How it works

From idea to automation in minutes

Describe the process in plain language. Neudash documents the intended workflow, writes the code, connects the required systems, and runs it in a managed environment.

Neudash flow showing a prompt becoming a documented automation.

A prompt becomes a documented, running workflow.

Neudash records what the workflow should do, then uses that record when it builds, updates, or repairs it.

That is the difference between a one-off answer and an automation that can keep running when the environment around it changes.

At a glance

What this product is for

Neudash turns a plain-language request into a running business workflow by documenting the intended process, generating the code, connecting the required systems, and running the workflow in a managed environment. When APIs, tokens, or data formats change, Neudash can use that documentation to repair routine failures and restore the workflow to the intended behavior.

Best for

Teams that can describe the rules, exceptions, and systems involved in the process they want automated.

Why teams switch

Neudash documents the intended process, generates the code, connects the required tools, and repairs routine failures against that documented source of truth.

Features

What happens from request to production.

The flow starts with the business rule, turns into documented code, and keeps enough context to recover when dependencies shift.

Describe the process

Explain the business rule in plain language instead of wiring up nodes by hand.

Neudash documents and builds it

The documented workflow becomes the source of truth for build, updates, and repair.

The workflow runs and can recover

It runs automatically, and routine failures can be repaired against the documented intent.

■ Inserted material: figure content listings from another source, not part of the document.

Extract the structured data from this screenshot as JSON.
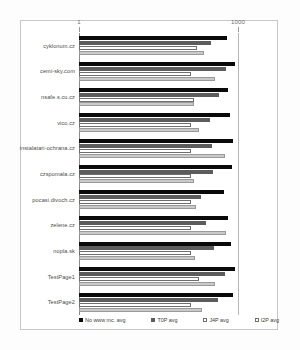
{
  "chart_data": {
    "type": "bar",
    "orientation": "horizontal",
    "title": "",
    "xlabel": "",
    "ylabel": "",
    "xscale": "log",
    "xlim": [
      1,
      1000
    ],
    "xticks": [
      1,
      1000
    ],
    "xtick_labels": [
      "1",
      "1000"
    ],
    "grid": false,
    "legend_position": "bottom",
    "categories": [
      "cyklonum.cz",
      "cemi-sky.com",
      "nsafe.s.cu.cz",
      "vico.cz",
      "instalatari-ochrana.cz",
      "czspomala.cz",
      "pocasi.divoch.cz",
      "zelene.cz",
      "nopla.sk",
      "TestPage1",
      "TestPage2"
    ],
    "series": [
      {
        "name": "No www mc. avg",
        "fill": "#0a0a0a",
        "values": [
          630,
          880,
          650,
          700,
          810,
          770,
          540,
          650,
          740,
          870,
          800
        ]
      },
      {
        "name": "T0P avg",
        "fill": "#5c5c5c",
        "values": [
          310,
          600,
          430,
          300,
          330,
          340,
          200,
          250,
          350,
          560,
          420
        ]
      },
      {
        "name": "J4P avg",
        "fill": "#ffffff",
        "values": [
          170,
          130,
          150,
          130,
          130,
          130,
          130,
          130,
          130,
          180,
          130
        ]
      },
      {
        "name": "I2P avg",
        "fill": "#c9c9c9",
        "values": [
          225,
          370,
          145,
          185,
          570,
          145,
          160,
          590,
          155,
          370,
          205
        ]
      }
    ]
  },
  "axis": {
    "tick_low": "1",
    "tick_high": "1000"
  }
}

Plain English stays useful after launch

The workflow still starts from the business rule, even when the logic grows more specific over time.

Runs 24/7

Processes run on schedules, events, or on demand without needing a separate operator to babysit them.

Self-healing

When tokens expire or APIs change, Neudash uses the process documentation to repair the workflow.

Reviewable change history

See what the workflow did, what changed, and why the fix was applied.

Source of truth

The workflow starts with documentation.

When the process changes, the documentation updates first and the code follows.

When a routine failure happens, Neudash compares the error to the documented behavior and rewrites the workflow against that intended path.

Neudash interface showing the documented workflow and generated process steps.

Security

Connects to your systems, then runs in a managed environment.

Use built-in connections where Neudash provides them. For everything else, workflows can call REST APIs, receive webhooks, or use your own OAuth credentials while keeping execution isolated and reviewable.

Built-ins where Neudash already has them

Built-ins include Gmail, Google Sheets, Google Drive, Google Calendar, and Outlook.

REST APIs and webhooks for the rest

Workflows can call REST APIs, receive webhooks, and reach tools that sit outside a fixed connector marketplace.

Bring your own OAuth credentials

Use scoped app credentials for providers beyond the built-in list while keeping secrets outside process code.

Secure by default

Isolated execution

Processes run in isolated sandboxes in a managed environment.

Credentials stay encrypted

Credentials stay encrypted outside process code and surface only when the workflow needs them.

History stays reviewable

Run history shows what happened, when it ran, and whether it succeeded.

FAQ

How does Neudash turn a prompt into a running workflow?

You describe the business process in plain language. Neudash writes documentation that captures the intended outcome, generates the workflow code, connects the required tools, and deploys the workflow so it can run on schedules, triggers, or events.

Does AI run every step of the workflow?

No. Neudash uses AI to design, document, and repair the process. The resulting workflow runs as code, and AI inside the workflow is used only where the task benefits from reasoning, extraction, classification, or drafting.

What happens when an API, token, or data format changes?

When a run fails because a token expired, a schema changed, or a response format shifted, Neudash rereads the process documentation, updates the code, and reruns checks so the workflow can return to the intended behavior.

What systems can a Neudash workflow connect to?

Public built-ins include Gmail, Google Sheets, Google Drive, Google Calendar, and Outlook. Beyond that, teams commonly connect tools like Mailchimp, Facebook Lead Ads, Microsoft Teams, Zoom, Ringover, Airtable, Notion, Asana, Dropbox, Calendly, and Typeform over APIs, webhooks, and scoped app credentials, so workflows are not limited to a fixed connector marketplace.

If you want to see the model in action, describe one real process.